The NY Times' new Lens blog has a slide show of Mr. DeCarava's work. The Smithsonian has 11 pieces of his work available for viewing online. And here's an interview he gave Charlie Rose in 1996.

Roy DeCarava, Harlem Insider Who Photographed Ordinary Life, Dies at 89
By RANDY KENNEDY

Roy DeCarava, the child of a single mother in Harlem who turned that neighborhood into his canvas, becoming one of the most important photographers of his generation by chronicling the lives of its ordinary people and its jazz giants, died on Tuesday in Manhattan. He was 89 and lived in the Bedford-Stuyvesant section of Brooklyn.

His death was announced by Sherry Turner DeCarava, his wife and an art historian who has written about his work.

Mr. DeCarava trained to be a painter, but while using a camera to gather images for his printmaking work he began to gravitate toward photography, partly because of its immediacy but also because of the limitations he saw all around him for a black artist in a segregated nation. “A black painter, to be an artist,” he once said, “had to join the white world or not function — had to accept the values of white culture.”

Over a career of almost 60 years, Mr. DeCarava — who fiercely guarded the manner in which his work was exhibited and whose visibility in the art world remained low for decades — came to be regarded as the founder of a school of African-American photography that broke with the social documentary traditions of his time. While an outspoken crusader for civil rights, he felt that his pictures would speak louder as a record of black life in America if they abandoned the overtly humanist aims of mentors like Edward Steichen.

“I do not want a documentary or sociological statement,” he wrote in his application for a Guggenheim Fellowship, which he won in 1952, becoming the first black photographer to do so. His goal, he explained, was “a creative expression, the kind of penetrating insight and understanding of Negroes which I believe only a Negro photographer can interpret.”

His books, like “The Sweet Flypaper of Life,” a best-selling 1955 collaboration with Langston Hughes, and his most famous photographs — a girl in a pristine graduation dress heading down a desolate, shadowed street; a man ascending wearily from the subway; a stage portrait of John Coltrane playing with closed-eyed fury — were hugely influential, paving the way for younger photographers like Beuford Smith and Carrie Mae Weems.

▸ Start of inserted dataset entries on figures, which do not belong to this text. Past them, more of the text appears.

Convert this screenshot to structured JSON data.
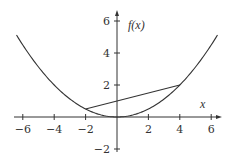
{
  "chart_data": {
    "type": "line",
    "title": "",
    "xlabel": "x",
    "ylabel": "f(x)",
    "xlim": [
      -6.5,
      6.5
    ],
    "ylim": [
      -2.5,
      6.5
    ],
    "grid": false,
    "x_ticks": [
      -6,
      -4,
      -2,
      2,
      4,
      6
    ],
    "x_tick_labels": [
      "−6",
      "−4",
      "−2",
      "2",
      "4",
      "6"
    ],
    "y_ticks": [
      6,
      4,
      2,
      -2
    ],
    "y_tick_labels": [
      "6",
      "4",
      "2",
      "−2"
    ],
    "series": [
      {
        "name": "f(x)",
        "kind": "curve",
        "formula": "x^2/8",
        "x": [
          -6.4,
          -6,
          -5,
          -4,
          -3,
          -2,
          -1,
          0,
          1,
          2,
          3,
          4,
          5,
          6,
          6.4
        ],
        "y": [
          5.12,
          4.5,
          3.125,
          2,
          1.125,
          0.5,
          0.125,
          0,
          0.125,
          0.5,
          1.125,
          2,
          3.125,
          4.5,
          5.12
        ]
      },
      {
        "name": "secant",
        "kind": "segment",
        "x": [
          -2,
          4
        ],
        "y": [
          0.5,
          2
        ]
      }
    ]
  }
}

“One of the things that got to me,” Mr. DeCarava told The New York Times in 1982, “was that I felt that black people were not being portrayed in a serious and in an artistic way.”

Peter Galassi, the chief curator of photography at the Museum of Modern Art, who organized a retrospective of Mr. DeCarava’s work there in 1996, said of him on Wednesday: “He was looking at everyday life in Harlem from the inside, not as a sociological or political vehicle. No photographer black or white before him had really shown ordinary domestic life so perceptively and tenderly, so persuasively.”